The one room of Chila Kumari Singh Burman’s exhibition at the Middlesbrough Institute of Modern Art was dominated by the spectacular My Valiant Queen Tuk Tuk (2017), a motor-rickshaw lavishly decorated with rhinestones and collaged imagery, from bejeweled eyes to paisley stickers, that reference Hindi comics and Pop Art in equal measure, introducing a portmanteau of the artist’s favored aesthetic. As the central work of this mid-career survey, featuring Burman’s works from the 1970s to present, the tuk tuk stands in for her father’s ice cream van—the Punjabi family’s business after they emigrated in the 1950s to the predominantly white, Catholic, working-class Liverpool. A photograph of the Burman Ice Cream van from the 1970s, with its incongruous, roof-mounted tiger figure attracting a crowd, can be seen among several prints hanging beside the tuk tuk. There is a celebratory nostalgia about this snapshot, Dad on Ship Coming to Britain, Three Queens, and Our Ice Cream Van (1995), though overlaid with the portrait of Queen Elizabeth II, the work becomes about dislocation, sovereignty and subjugation.
There were stark reminders of how the race, gender and class barriers the Burman family encountered formed the political dynamism of her work. In the lithographic print Shots – Peace and Love, Brothers, Sisters, and Little Children (1982), a man sits amid a post-industrial wasteland, flanked by a young Afro-Caribbean mother anxiously clutching her child and a girl smoking defiantly at the camera. The imagery evokes a variety of associations from social documentary photographs by Dorothea Lange and Tish Murtha to the films of Mai Zetterling. Thirty-seven years later, the scenes of austerity, alienated youth and the destruction of working-class communities in Shots remain a pertinent portrait of contemporary Britain. Similarly powerful is Burman’s Convenience Not Love (1986–87), which now appears prescient of Brexit; the mixed-media-on-paper work features the old, British, navy blue passport, the restoration of which became a totem for the Leave campaign. The adjacent caricature of Margaret Thatcher as the jingoistic John Bull, spouting anti-migrant, populist sentiments via speech balloon, connects Burman to the English satirical tradition of Hogarth while revealing the symmetry between the divisive racist politics of the 1980s and the current political crisis in the United Kingdom. Burman’s approach to political art reflects her understanding of how contemporary British visual culture remains invested in the legacy of Empire, and shows how regressive definitions of identity have gone unchallenged in post-colonial Britain.
The display included video interviews with Burman, and her personal archive of photographs, Indian comic books and exhibition ephemera that establish the importance of fusing her South Asian heritage with her current working environment in her practice. In defiance of marginalization in the predominantly white British art establishment, as in society at large, Burman’s self portraits present humorous narratives of minority empowerment that anticipate the work of Jasleen Kaur and Hetain Patel. The inkjet print Body Weapons (1992, remade circa 2012) portrays Burman as a punk rocker wearing a two-tone dress, while Shotokan – All You Need Is Love (1993, remade 2016) is a sequence of images depicting the artist as an “Asian Warrior Queen” striking martial arts poses in front of a community mural project that the artist was working on at the time. The large Autoportrait – Fly Girl Reaching Heights (1993) provides a dynamic compendium of self-portraits, prolifically repeated and manipulated by the artist, a manifesto for the artist’s struggle to bring her own identity into the public sphere of the gallery space.
One of the earliest pieces on view, Self Portrait in Sugar (1979)—made while Burman was still a student at London’s Slade School of Fine Art—encapsulates the artist’s enduring fascination with raw feminine power. Created by pressing her own body onto the print plate, it is still unsettlingly immediate and intimate. This vibrant celebration of the body is borne through to the most recent collages in the show, grouped together under the heading “Bindi Girls,” which explore contemporary female Hindu identity through subverting archetypes of the South Asian divine feminine. For instance, the subject of Parvati – Hindu Goddess (2017) more closely resembles a psychedelic rock star than a deity. A poignant work is Pestle (2006), of a young woman licking an ice lolly while eyeing a 99 Flake—treats that Burman used to sell as a teenager from her father’s van.
Chila Kumari Singh Burman’s “Tales of Valiant Queens” is on view at the Middlesbrough Institute of Modern Art until February 3, 2019.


▸ YOUR GOAL: All of the data below should be printed again exactly, pictures excluded.

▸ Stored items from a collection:
----
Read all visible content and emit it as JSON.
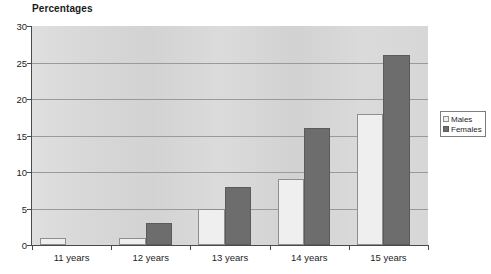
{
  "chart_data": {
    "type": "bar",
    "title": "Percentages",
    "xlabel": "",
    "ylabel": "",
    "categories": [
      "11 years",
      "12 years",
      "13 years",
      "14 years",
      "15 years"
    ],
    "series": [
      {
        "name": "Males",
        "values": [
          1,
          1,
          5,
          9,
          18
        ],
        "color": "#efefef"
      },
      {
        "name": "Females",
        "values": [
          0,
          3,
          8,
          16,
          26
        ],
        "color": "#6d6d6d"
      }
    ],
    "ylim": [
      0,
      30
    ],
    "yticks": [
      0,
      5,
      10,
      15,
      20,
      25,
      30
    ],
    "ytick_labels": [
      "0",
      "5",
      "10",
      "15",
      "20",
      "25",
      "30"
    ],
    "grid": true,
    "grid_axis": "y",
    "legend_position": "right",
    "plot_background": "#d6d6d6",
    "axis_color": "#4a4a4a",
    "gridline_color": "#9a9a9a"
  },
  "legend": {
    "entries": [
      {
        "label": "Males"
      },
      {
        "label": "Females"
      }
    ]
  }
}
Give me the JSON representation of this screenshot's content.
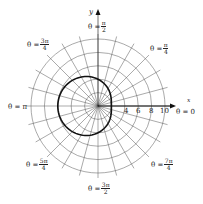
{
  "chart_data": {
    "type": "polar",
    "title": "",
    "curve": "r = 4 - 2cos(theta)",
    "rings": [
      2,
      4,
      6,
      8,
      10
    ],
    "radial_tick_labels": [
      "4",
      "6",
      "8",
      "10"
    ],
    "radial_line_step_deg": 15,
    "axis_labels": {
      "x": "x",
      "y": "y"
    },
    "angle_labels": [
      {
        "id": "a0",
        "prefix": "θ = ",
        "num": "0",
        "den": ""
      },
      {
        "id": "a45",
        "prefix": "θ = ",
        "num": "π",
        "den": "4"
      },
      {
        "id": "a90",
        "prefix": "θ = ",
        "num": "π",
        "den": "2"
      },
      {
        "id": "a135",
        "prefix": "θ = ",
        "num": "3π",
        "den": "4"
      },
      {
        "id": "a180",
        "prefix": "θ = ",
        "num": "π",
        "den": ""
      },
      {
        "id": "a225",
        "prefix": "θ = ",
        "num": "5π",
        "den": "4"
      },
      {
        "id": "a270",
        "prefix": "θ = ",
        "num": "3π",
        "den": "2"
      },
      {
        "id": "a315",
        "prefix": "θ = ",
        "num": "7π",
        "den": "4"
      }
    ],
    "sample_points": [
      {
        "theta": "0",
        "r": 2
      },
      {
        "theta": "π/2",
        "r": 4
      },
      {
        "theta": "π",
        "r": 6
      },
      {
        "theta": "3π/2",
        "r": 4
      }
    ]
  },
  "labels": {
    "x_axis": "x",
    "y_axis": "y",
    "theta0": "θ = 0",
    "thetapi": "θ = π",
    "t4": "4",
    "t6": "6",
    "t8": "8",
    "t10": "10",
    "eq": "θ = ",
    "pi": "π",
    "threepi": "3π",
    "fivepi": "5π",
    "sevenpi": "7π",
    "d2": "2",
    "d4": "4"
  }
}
----
▸ RESPONSE TO THE TASK:
Read all visible content and emit it as JSON.
{
  "chart_data": {
    "type": "bar",
    "title": "Percentages",
    "xlabel": "",
    "ylabel": "",
    "categories": [
      "11 years",
      "12 years",
      "13 years",
      "14 years",
      "15 years"
    ],
    "series": [
      {
        "name": "Males",
        "values": [
          1,
          1,
          5,
          9,
          18
        ],
        "color": "#efefef"
      },
      {
        "name": "Females",
        "values": [
          0,
          3,
          8,
          16,
          26
        ],
        "color": "#6d6d6d"
      }
    ],
    "ylim": [
      0,
      30
    ],
    "yticks": [
      0,
      5,
      10,
      15,
      20,
      25,
      30
    ],
    "ytick_labels": [
      "0",
      "5",
      "10",
      "15",
      "20",
      "25",
      "30"
    ],
    "grid": true,
    "grid_axis": "y",
    "legend_position": "right",
    "plot_background": "#d6d6d6",
    "axis_color": "#4a4a4a",
    "gridline_color": "#9a9a9a"
  },
  "legend": {
    "entries": [
      {
        "label": "Males"
      },
      {
        "label": "Females"
      }
    ]
  }
}
Give me the JSON representation of this screenshot's content.
{
  "chart_data": {
    "type": "polar",
    "title": "",
    "curve": "r = 4 - 2cos(theta)",
    "rings": [
      2,
      4,
      6,
      8,
      10
    ],
    "radial_tick_labels": [
      "4",
      "6",
      "8",
      "10"
    ],
    "radial_line_step_deg": 15,
    "axis_labels": {
      "x": "x",
      "y": "y"
    },
    "angle_labels": [
      {
        "id": "a0",
        "prefix": "θ = ",
        "num": "0",
        "den": ""
      },
      {
        "id": "a45",
        "prefix": "θ = ",
        "num": "π",
        "den": "4"
      },
      {
        "id": "a90",
        "prefix": "θ = ",
        "num": "π",
        "den": "2"
      },
      {
        "id": "a135",
        "prefix": "θ = ",
        "num": "3π",
        "den": "4"
      },
      {
        "id": "a180",
        "prefix": "θ = ",
        "num": "π",
        "den": ""
      },
      {
        "id": "a225",
        "prefix": "θ = ",
        "num": "5π",
        "den": "4"
      },
      {
        "id": "a270",
        "prefix": "θ = ",
        "num": "3π",
        "den": "2"
      },
      {
        "id": "a315",
        "prefix": "θ = ",
        "num": "7π",
        "den": "4"
      }
    ],
    "sample_points": [
      {
        "theta": "0",
        "r": 2
      },
      {
        "theta": "π/2",
        "r": 4
      },
      {
        "theta": "π",
        "r": 6
      },
      {
        "theta": "3π/2",
        "r": 4
      }
    ]
  },
  "labels": {
    "x_axis": "x",
    "y_axis": "y",
    "theta0": "θ = 0",
    "thetapi": "θ = π",
    "t4": "4",
    "t6": "6",
    "t8": "8",
    "t10": "10",
    "eq": "θ = ",
    "pi": "π",
    "threepi": "3π",
    "fivepi": "5π",
    "sevenpi": "7π",
    "d2": "2",
    "d4": "4"
  }
}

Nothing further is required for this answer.